International Conference of the Junior Fellow Program
»Theory and History of Cinematographic Objects«
July 11-13, 2012, IKKM, Bauhaus-Universität Weimar
In recent years, studies in the history of science, social sciences, and ethnology have prompted cultural theorists to return to the realm of things. However, the potential contributions of film and the study of film to our understanding of what constitutes a thing or object, and how they operate for and within film, remains an open question. One may ask, for instance: “What do things do in or to film?” And conversely: “How do film and media theory affect objects and existing concepts of objecthood?”
Films are assemblages of things: suitcases, revolvers, cars, shower curtains, bones that turn into spaceships within a split second. Insofar as these »things« make their peculiar appearance on film, they can be called cinematographic objects. The complexity of cinematographic objects resides in the fact that their very definition is always implicated in an ever-evolving network of associations with: 1) things on film, 2) the materiality of filmic images, and 3) the mechanical and operational relationships between the apparatuses necessary for their production (i.e. cameras, editing equipment, projectors, microphones, etc.)
»Cinematographic objects« are characterized by a specific relationship between thing and operation. The screen is full of props, artifacts, material objects either made explicitly for the cinematographic apparatus or merely picked up and recorded by it. Yet these things and objects only acquire certain cinematic qualities once the lights in the theater dim and their visual and temporal configurations unfold. It is only here that they begin to move, change shape, emerge, then vanish through zooms, tracking shots, pans, cuts, and editing. It is only here that they are enlarged and isolated in close-ups, arranged and gathered in ensemble-staging medium shots, and rendered landscapes and scenery with the long-shot. Likewise, things find a particular form of expression in filmic diegesis and narration when they align the various looks and gazes, motivate the development of the plot, distinguish characters, and circulate between protagonists. And not least of all, the film seems to chart the extra-filmic routes along which a cinematographic object as an artifact will migrate—as a piece of cinephilic memorabilia or in an exhibition in a film museum, or as iconic gestures associated with six-shooters, sunglasses, and cars—as visual motifs in art, as archival objects, or as fetishized images.
Following the »Cinematographic Objects« workshop in 2011, the conference »Cinematographic Objects II: Things and Operations« is organized around precisely these relations between artifact and operation. On the one hand, it seeks to closely interrogate the specificities of film and cinema according to film and media theoretical concerns with the cinematographic operations of object construction, as well as the peculiar nature and properties of things objects, and artifacts in film. And on the other hand, it also welcomes discourses on the transformations and migrations of things between film and other disciplines and areas of study such as art history, natural sciences, politics, and the everyday.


PROBLEM REQUIREMENTS:
Look through the entries for the string "delamination", and copy each line that holds it.

(Figure record listings)

"""

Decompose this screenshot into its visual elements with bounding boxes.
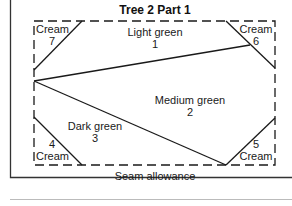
region-5-number: 5 [238,138,274,150]
region-3-name: Dark green [64,120,126,132]
region-2-number: 2 [148,106,232,118]
region-2-label: Medium green 2 [148,94,232,118]
diagram-canvas: Tree 2 Part 1 Light green 1 Medium green… [0,0,292,206]
region-7-number: 7 [34,35,70,47]
region-3-number: 3 [64,132,126,144]
region-5-name: Cream [238,150,274,162]
region-6-name: Cream [238,23,274,35]
seam-allowance-label: Seam allowance [0,170,292,182]
region-5-label: 5 Cream [238,138,274,162]
region-3-label: Dark green 3 [64,120,126,144]
region-2-name: Medium green [148,94,232,106]
region-1-number: 1 [122,38,188,50]
region-1-name: Light green [122,26,188,38]
region-6-number: 6 [238,35,274,47]
region-7-label: Cream 7 [34,23,70,47]
region-4-name: Cream [34,150,70,162]
diagram-title: Tree 2 Part 1 [0,3,292,17]
region-6-label: Cream 6 [238,23,274,47]
region-7-name: Cream [34,23,70,35]
region-4-number: 4 [34,138,70,150]
region-4-label: 4 Cream [34,138,70,162]
region-1-label: Light green 1 [122,26,188,50]
cut-line-1-2 [34,45,250,81]
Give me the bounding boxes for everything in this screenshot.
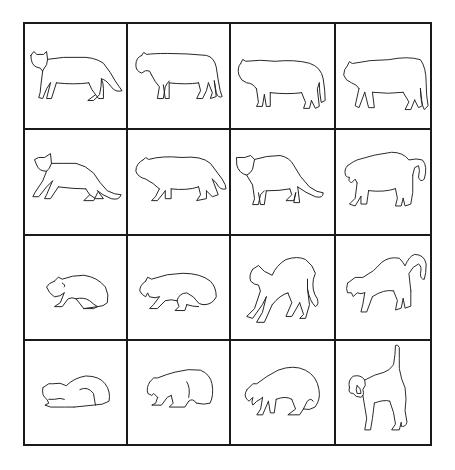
cat-standing-head-lowered-drawing bbox=[128, 24, 229, 128]
cat-standing-tail-down-drawing bbox=[336, 24, 430, 128]
cat-crouching-walk-drawing bbox=[25, 130, 126, 234]
cat-low-stalking-walk-drawing bbox=[128, 130, 229, 234]
cell-r4c4 bbox=[336, 341, 430, 444]
cell-r3c1 bbox=[25, 236, 128, 341]
cell-r2c1 bbox=[25, 130, 128, 236]
cell-r4c3 bbox=[231, 341, 336, 444]
cell-r1c1 bbox=[25, 24, 128, 130]
cell-r1c2 bbox=[128, 24, 231, 130]
cat-crouched-hissing-drawing bbox=[128, 236, 229, 339]
cell-r4c2 bbox=[128, 341, 231, 444]
cell-r1c4 bbox=[336, 24, 430, 130]
cat-full-arch-tail-up-facing-drawing bbox=[336, 341, 430, 444]
cat-crouched-flattened-drawing bbox=[25, 341, 126, 444]
cat-arched-back-hissing-drawing bbox=[336, 236, 430, 339]
cell-r1c3 bbox=[231, 24, 336, 130]
cell-r4c1 bbox=[25, 341, 128, 444]
cat-standing-slightly-arched-drawing bbox=[231, 24, 334, 128]
cell-r2c2 bbox=[128, 130, 231, 236]
cat-crouched-defensive-drawing bbox=[128, 341, 229, 444]
cell-r3c4 bbox=[336, 236, 430, 341]
cat-standing-mouth-open-drawing bbox=[336, 130, 430, 234]
cat-crouched-arched-hissing-drawing bbox=[231, 341, 334, 444]
cell-r3c2 bbox=[128, 236, 231, 341]
cat-crouched-low-drawing bbox=[25, 236, 126, 339]
cell-r3c3 bbox=[231, 236, 336, 341]
cat-posture-grid bbox=[23, 22, 432, 446]
cell-r2c3 bbox=[231, 130, 336, 236]
cat-standing-neutral-drawing bbox=[25, 24, 126, 128]
cat-arched-back-drawing bbox=[231, 236, 334, 339]
cat-standing-ears-back-drawing bbox=[231, 130, 334, 234]
cell-r2c4 bbox=[336, 130, 430, 236]
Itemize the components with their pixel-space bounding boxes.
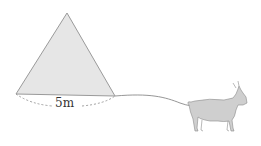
side-length-label: 5m xyxy=(55,96,74,110)
goat-icon xyxy=(188,81,247,131)
diagram-canvas xyxy=(0,0,261,146)
equilateral-triangle xyxy=(16,13,115,96)
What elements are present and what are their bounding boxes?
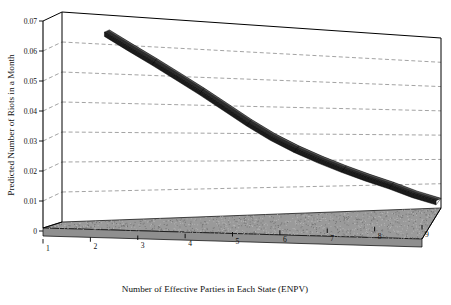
y-tick-label: 0.02 xyxy=(24,167,37,176)
x-tick-label: 1 xyxy=(46,244,50,253)
y-tick-label: 0.06 xyxy=(24,47,37,56)
x-tick-label: 5 xyxy=(236,237,240,246)
y-tick-label: 0.07 xyxy=(24,17,37,26)
x-tick-label: 8 xyxy=(378,232,382,241)
x-tick-label: 3 xyxy=(141,241,145,250)
y-tick-label: 0.04 xyxy=(24,107,37,116)
y-tick-label: 0.03 xyxy=(24,137,37,146)
y-tick-label: 0 xyxy=(33,227,37,236)
x-tick-label: 7 xyxy=(330,234,334,243)
x-tick-label: 9 xyxy=(425,230,429,239)
x-axis-title: Number of Effective Parties in Each Stat… xyxy=(122,284,308,294)
y-axis-title: Predicted Number of Riots in a Month xyxy=(6,54,16,196)
chart-figure: 00.010.020.030.040.050.060.07 123456789 … xyxy=(0,0,451,305)
y-tick-label: 0.05 xyxy=(24,77,37,86)
y-tick-label: 0.01 xyxy=(24,197,37,206)
x-tick-label: 2 xyxy=(93,242,97,251)
x-tick-label: 6 xyxy=(283,235,287,244)
riots-vs-parties-3d-line-chart: 00.010.020.030.040.050.060.07 123456789 … xyxy=(0,0,451,305)
x-tick-label: 4 xyxy=(188,239,192,248)
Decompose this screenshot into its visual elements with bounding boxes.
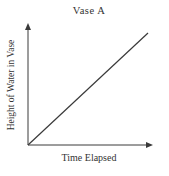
x-axis-label: Time Elapsed [28,152,150,163]
plot-area [0,0,169,176]
chart-figure: Vase A Height of Water in Vase Time Elap… [0,0,169,176]
data-line [28,33,148,145]
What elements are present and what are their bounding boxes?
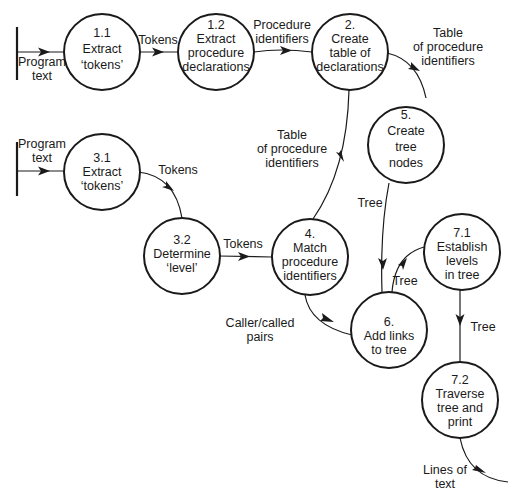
svg-text:Match: Match — [293, 241, 327, 255]
svg-text:5.: 5. — [401, 108, 411, 122]
svg-text:Extract: Extract — [83, 165, 122, 179]
svg-text:1.1: 1.1 — [93, 26, 110, 40]
label-procedure-identifiers: Procedure — [253, 18, 311, 32]
process-1-1: 1.1 Extract ‘tokens’ — [64, 14, 140, 90]
arrow-icon — [320, 313, 334, 322]
label-tokens-3: Tokens — [223, 237, 263, 251]
arrow-icon — [398, 258, 407, 270]
svg-text:4.: 4. — [305, 227, 315, 241]
svg-text:6.: 6. — [384, 315, 394, 329]
process-4: 4. Match procedure identifiers — [272, 219, 348, 295]
flow-table-to-5 — [387, 53, 426, 98]
svg-text:3.1: 3.1 — [93, 151, 110, 165]
svg-text:7.1: 7.1 — [453, 226, 470, 240]
svg-text:1.2: 1.2 — [207, 18, 224, 32]
svg-text:‘tokens’: ‘tokens’ — [81, 58, 123, 72]
process-2: 2. Create table of declarations — [312, 14, 388, 90]
svg-text:declarations: declarations — [182, 60, 249, 74]
svg-text:2.: 2. — [345, 18, 355, 32]
flow-tokens-2 — [138, 172, 182, 218]
svg-text:Determine: Determine — [153, 247, 211, 261]
svg-text:in tree: in tree — [445, 268, 480, 282]
flow-tokens-1 — [140, 48, 178, 57]
label-tree-1: Tree — [357, 196, 382, 210]
process-5: 5. Create tree nodes — [368, 107, 444, 183]
label-program-text-1: Program — [18, 55, 66, 69]
label-program-text-2: Program — [18, 137, 66, 151]
svg-text:table of: table of — [329, 46, 371, 60]
process-7-2: 7.2 Traverse tree and print — [422, 362, 498, 438]
label-caller-called: Caller/called — [226, 316, 295, 330]
svg-text:tree and: tree and — [437, 401, 483, 415]
svg-text:Extract: Extract — [83, 42, 122, 56]
svg-text:identifiers: identifiers — [421, 54, 475, 68]
process-1-2: 1.2 Extract procedure declarations — [178, 14, 254, 90]
svg-text:Create: Create — [331, 32, 369, 46]
arrow-icon — [408, 62, 420, 71]
svg-text:Create: Create — [387, 124, 425, 138]
label-table-2: Table — [277, 128, 307, 142]
flow-caller-called-pairs — [305, 295, 352, 335]
flow-procedure-identifiers — [254, 46, 312, 55]
svg-text:of procedure: of procedure — [257, 142, 327, 156]
svg-text:3.2: 3.2 — [173, 233, 190, 247]
svg-text:Traverse: Traverse — [436, 387, 485, 401]
svg-text:to tree: to tree — [371, 343, 406, 357]
svg-text:7.2: 7.2 — [451, 373, 468, 387]
label-tree-3: Tree — [470, 320, 495, 334]
label-lines-of-text: Lines of — [423, 463, 467, 477]
svg-text:identifiers: identifiers — [283, 269, 337, 283]
flow-tokens-3 — [218, 252, 272, 261]
svg-text:of procedure: of procedure — [413, 40, 483, 54]
svg-text:procedure: procedure — [282, 255, 338, 269]
svg-text:procedure: procedure — [188, 46, 244, 60]
process-3-2: 3.2 Determine ‘level’ — [144, 218, 220, 294]
svg-text:levels: levels — [446, 254, 478, 268]
svg-text:declarations: declarations — [316, 60, 383, 74]
label-tokens-1: Tokens — [138, 33, 178, 47]
arrow-icon — [378, 258, 387, 270]
data-flow-diagram: 1.1 Extract ‘tokens’ 1.2 Extract procedu… — [0, 0, 520, 498]
svg-text:identifiers: identifiers — [255, 32, 309, 46]
label-tokens-2: Tokens — [158, 163, 198, 177]
svg-text:‘tokens’: ‘tokens’ — [81, 179, 123, 193]
svg-text:pairs: pairs — [246, 330, 273, 344]
svg-text:‘level’: ‘level’ — [166, 261, 197, 275]
flow-program-text-2 — [17, 167, 64, 176]
svg-text:text: text — [435, 477, 456, 491]
svg-text:nodes: nodes — [389, 156, 423, 170]
flow-tree-71-to-72 — [456, 290, 465, 362]
process-7-1: 7.1 Establish levels in tree — [424, 214, 500, 290]
svg-text:Add links: Add links — [364, 329, 415, 343]
label-table-1: Table — [433, 26, 463, 40]
svg-text:Establish: Establish — [437, 240, 488, 254]
svg-text:print: print — [448, 415, 473, 429]
svg-text:Extract: Extract — [197, 32, 236, 46]
svg-text:identifiers: identifiers — [265, 156, 319, 170]
flow-lines-of-text — [460, 438, 508, 482]
process-3-1: 3.1 Extract ‘tokens’ — [64, 134, 140, 210]
label-tree-2: Tree — [392, 274, 417, 288]
svg-text:tree: tree — [395, 140, 417, 154]
svg-text:text: text — [32, 151, 53, 165]
process-6: 6. Add links to tree — [351, 292, 427, 368]
svg-text:text: text — [32, 69, 53, 83]
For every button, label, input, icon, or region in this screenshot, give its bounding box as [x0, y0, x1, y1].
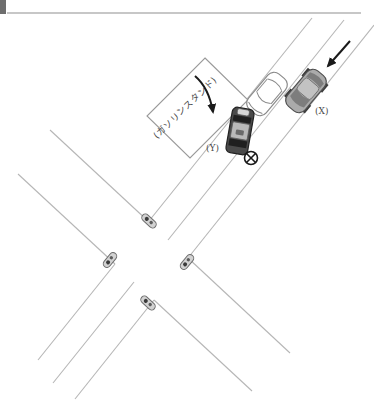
traffic-accident-diagram: (ガソリンスタンド)	[0, 0, 374, 415]
motorcycle-north	[140, 212, 157, 229]
cross-road-north-edge-lower	[188, 258, 290, 353]
intersection-vehicles	[102, 212, 195, 311]
collision-marker-icon	[245, 152, 258, 165]
car-x-direction-arrow	[328, 41, 350, 66]
cross-road-lines	[18, 130, 290, 391]
cross-road-south-edge-lower	[154, 300, 252, 391]
main-road-right-edge-lower	[75, 300, 154, 399]
main-road-center-line-lower	[53, 282, 134, 383]
main-road-right-edge-upper	[188, 25, 374, 258]
motorcycle-south	[139, 294, 156, 311]
main-road-left-edge-lower	[38, 264, 115, 360]
cross-road-north-edge-upper	[50, 130, 149, 222]
car-x-label: (X)	[315, 106, 328, 116]
car-x-group: (X)	[281, 65, 331, 118]
car-y-label: (Y)	[206, 143, 219, 153]
diagram-svg: (ガソリンスタンド)	[0, 0, 374, 415]
cross-road-south-edge-upper	[18, 174, 115, 264]
header-accent-square	[0, 0, 6, 14]
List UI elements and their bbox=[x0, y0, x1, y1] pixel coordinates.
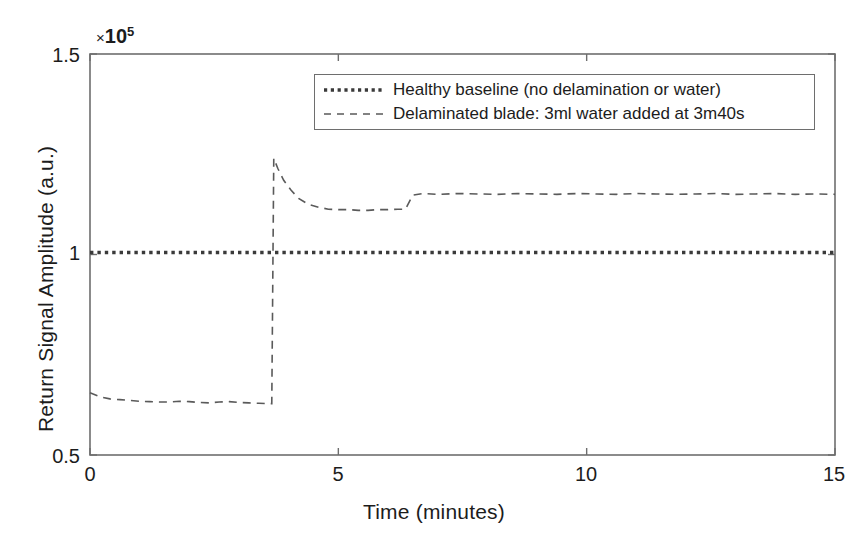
legend-label: Delaminated blade: 3ml water added at 3m… bbox=[393, 104, 745, 124]
legend-entry: Delaminated blade: 3ml water added at 3m… bbox=[323, 102, 745, 126]
legend-swatch-dotted bbox=[323, 83, 385, 97]
legend-label: Healthy baseline (no delamination or wat… bbox=[393, 80, 721, 100]
series-delaminated-blade bbox=[90, 158, 835, 403]
legend-entry: Healthy baseline (no delamination or wat… bbox=[323, 78, 721, 102]
chart-figure: ×105 Return Signal Amplitude (a.u.) Time… bbox=[0, 0, 868, 547]
legend-swatch-dashed bbox=[323, 107, 385, 121]
legend: Healthy baseline (no delamination or wat… bbox=[314, 74, 815, 130]
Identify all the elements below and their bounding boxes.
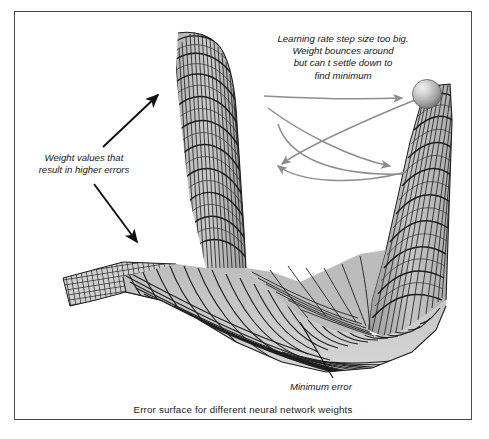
arrow-up-to-peak xyxy=(103,95,158,147)
error-surface-figure: Learning rate step size too big. Weight … xyxy=(0,0,489,439)
figure-caption: Error surface for different neural netwo… xyxy=(14,404,472,415)
annotation-minimum-error: Minimum error xyxy=(290,381,400,393)
error-surface-mesh xyxy=(51,32,456,376)
arrow-down-to-base xyxy=(94,184,137,242)
bounce-arrow-to-ball xyxy=(264,96,402,99)
surface-wall-right xyxy=(368,84,456,336)
surface-peak-left xyxy=(172,32,250,268)
bounce-arrows xyxy=(264,96,420,181)
annotation-learning-rate: Learning rate step size too big. Weight … xyxy=(243,33,443,82)
annotation-weight-values: Weight values that result in higher erro… xyxy=(16,152,152,176)
bounce-arrow-return-left xyxy=(278,166,406,181)
weight-position-ball xyxy=(413,80,442,109)
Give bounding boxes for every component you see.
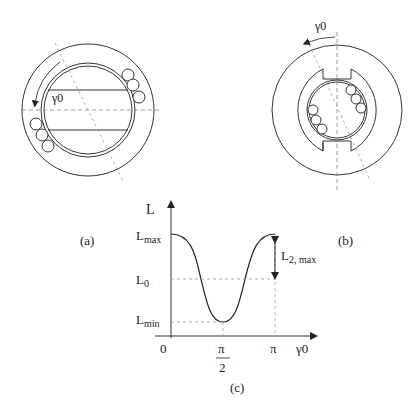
panel-c-chart: L Lmax L0 Lmin L2, max 0 π 2 π γ0 (c) <box>136 202 316 395</box>
y-axis-label: L <box>146 202 155 217</box>
x-tick-pi-half-num: π <box>218 341 225 356</box>
panel-a-label: (a) <box>80 233 94 248</box>
y-tick-l0: L0 <box>136 272 149 289</box>
y-tick-lmax: Lmax <box>136 228 161 245</box>
panel-b: γ0 (b) <box>272 19 402 248</box>
x-axis-label: γ0 <box>295 341 308 356</box>
angle-label-a: γ0 <box>51 91 63 105</box>
x-tick-zero: 0 <box>160 341 167 356</box>
angle-label-b: γ0 <box>314 19 326 33</box>
panel-c-label: (c) <box>230 380 244 395</box>
x-tick-pi-half-den: 2 <box>219 360 226 375</box>
panel-a: γ0 (a) <box>22 43 162 248</box>
y-tick-lmin: Lmin <box>136 312 160 329</box>
panel-b-label: (b) <box>338 233 353 248</box>
x-tick-pi: π <box>270 341 277 356</box>
figure-canvas: γ0 (a) γ0 (b) L Lmax L0 Lmin L2, <box>0 0 420 413</box>
annotation-l2max: L2, max <box>281 248 316 265</box>
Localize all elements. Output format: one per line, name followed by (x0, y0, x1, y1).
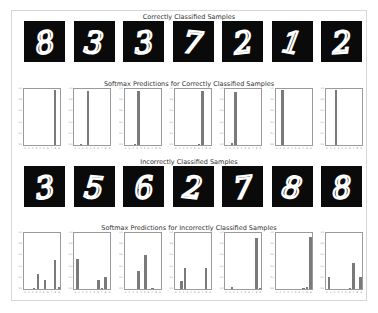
y-tick-label: 0.2 (215, 276, 223, 279)
softmax-bar (281, 90, 283, 145)
y-tick-label: 0.8 (266, 242, 274, 245)
y-tick-label: 0.8 (14, 242, 22, 245)
y-tick-label: 0.6 (266, 109, 274, 112)
x-tick-labels: 0123456789 (325, 291, 363, 294)
softmax-bar (44, 280, 46, 289)
plot-axes (73, 88, 111, 146)
svg-text:5: 5 (83, 169, 105, 205)
y-tick-label: 0.2 (266, 276, 274, 279)
y-tick-label: 0.0 (165, 287, 173, 290)
softmax-bar (137, 91, 139, 145)
y-tick-label: 0.0 (14, 143, 22, 146)
softmax-bar (328, 277, 330, 289)
y-tick-label: 1.0 (115, 231, 123, 234)
softmax-bar (349, 288, 351, 289)
svg-text:2: 2 (181, 169, 205, 205)
y-tick-label: 0.2 (64, 276, 72, 279)
correct-digit-image: 1 (272, 21, 313, 62)
y-tick-label: 0.2 (115, 132, 123, 135)
plot-axes (275, 88, 313, 146)
softmax-bar (180, 281, 182, 289)
y-tick-label: 0.8 (215, 242, 223, 245)
softmax-bar (201, 91, 203, 145)
correct-digits-row: 8337212 (24, 21, 362, 62)
y-tick-label: 0.0 (266, 143, 274, 146)
y-tick-label: 0.2 (165, 132, 173, 135)
svg-text:1: 1 (279, 24, 304, 60)
correct-softmax-plot: 1.00.80.60.40.20.00123456789 (316, 88, 364, 154)
plot-axes (224, 88, 262, 146)
svg-text:8: 8 (33, 24, 57, 60)
y-tick-label: 0.6 (215, 109, 223, 112)
y-tick-label: 0.6 (316, 253, 324, 256)
softmax-bar (97, 280, 99, 289)
y-tick-label: 0.6 (215, 253, 223, 256)
softmax-bar (198, 144, 200, 145)
plot-axes (275, 232, 313, 290)
plot-axes (174, 232, 212, 290)
incorrect-digit-image: 2 (173, 166, 214, 207)
softmax-bar (234, 92, 236, 145)
y-tick-label: 0.2 (115, 276, 123, 279)
y-tick-label: 1.0 (14, 231, 22, 234)
y-tick-label: 0.6 (14, 253, 22, 256)
y-tick-label: 1.0 (266, 231, 274, 234)
y-tick-label: 0.8 (115, 242, 123, 245)
softmax-bar (58, 287, 60, 289)
x-tick-labels: 0123456789 (224, 147, 262, 150)
y-tick-label: 0.6 (316, 109, 324, 112)
y-tick-label: 0.4 (266, 121, 274, 124)
y-tick-label: 0.0 (266, 287, 274, 290)
x-tick-labels: 0123456789 (124, 147, 162, 150)
softmax-bar (137, 271, 139, 289)
softmax-bar (359, 277, 361, 289)
y-tick-label: 0.8 (266, 98, 274, 101)
softmax-bar (205, 268, 207, 289)
y-tick-label: 1.0 (316, 231, 324, 234)
incorrect-softmax-plot: 1.00.80.60.40.20.00123456789 (14, 232, 62, 298)
softmax-bar (134, 144, 136, 145)
x-tick-labels: 0123456789 (73, 147, 111, 150)
y-tick-label: 0.6 (165, 109, 173, 112)
y-tick-label: 1.0 (115, 87, 123, 90)
correct-digit-image: 2 (222, 21, 263, 62)
y-tick-label: 0.8 (165, 98, 173, 101)
y-tick-label: 0.0 (316, 287, 324, 290)
y-tick-label: 0.4 (316, 265, 324, 268)
incorrect-softmax-plot: 1.00.80.60.40.20.00123456789 (215, 232, 263, 298)
softmax-bar (184, 268, 186, 289)
y-tick-label: 0.6 (14, 109, 22, 112)
y-tick-label: 0.0 (14, 287, 22, 290)
incorrect-digits-row: 3562788 (24, 166, 362, 207)
y-tick-label: 1.0 (64, 87, 72, 90)
y-tick-label: 0.2 (316, 276, 324, 279)
svg-text:3: 3 (33, 169, 57, 205)
y-tick-label: 0.4 (115, 265, 123, 268)
softmax-bar (54, 90, 56, 145)
softmax-bar (302, 288, 304, 289)
y-tick-label: 0.8 (165, 242, 173, 245)
softmax-bar (231, 143, 233, 145)
incorrect-softmax-plot: 1.00.80.60.40.20.00123456789 (165, 232, 213, 298)
x-tick-labels: 0123456789 (325, 147, 363, 150)
softmax-bar (309, 237, 311, 289)
incorrect-softmax-row: 1.00.80.60.40.20.001234567891.00.80.60.4… (14, 232, 364, 298)
y-tick-label: 0.2 (316, 132, 324, 135)
y-tick-label: 0.2 (266, 132, 274, 135)
correct-digit-image: 3 (123, 21, 164, 62)
y-tick-label: 0.4 (165, 121, 173, 124)
svg-text:7: 7 (231, 169, 255, 205)
correct-digit-image: 8 (24, 21, 65, 62)
y-tick-label: 0.8 (64, 242, 72, 245)
softmax-bar (352, 263, 354, 289)
y-tick-label: 0.0 (165, 143, 173, 146)
svg-text:3: 3 (133, 24, 154, 60)
softmax-bar (33, 288, 35, 289)
correct-softmax-plot: 1.00.80.60.40.20.00123456789 (165, 88, 213, 154)
incorrect-digit-image: 6 (123, 166, 164, 207)
correct-softmax-row: 1.00.80.60.40.20.001234567891.00.80.60.4… (14, 88, 364, 154)
plot-axes (224, 232, 262, 290)
correct-digit-image: 7 (173, 21, 214, 62)
y-tick-label: 0.2 (14, 276, 22, 279)
plot-axes (73, 232, 111, 290)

"""

TASK RESPONSE:
legend-label: Healthy baseline (no delamination or wat… bbox=[393, 80, 721, 100]
legend-entry: Healthy baseline (no delamination or wat… bbox=[323, 78, 721, 102]
legend: Healthy baseline (no delamination or wat… bbox=[314, 74, 815, 130]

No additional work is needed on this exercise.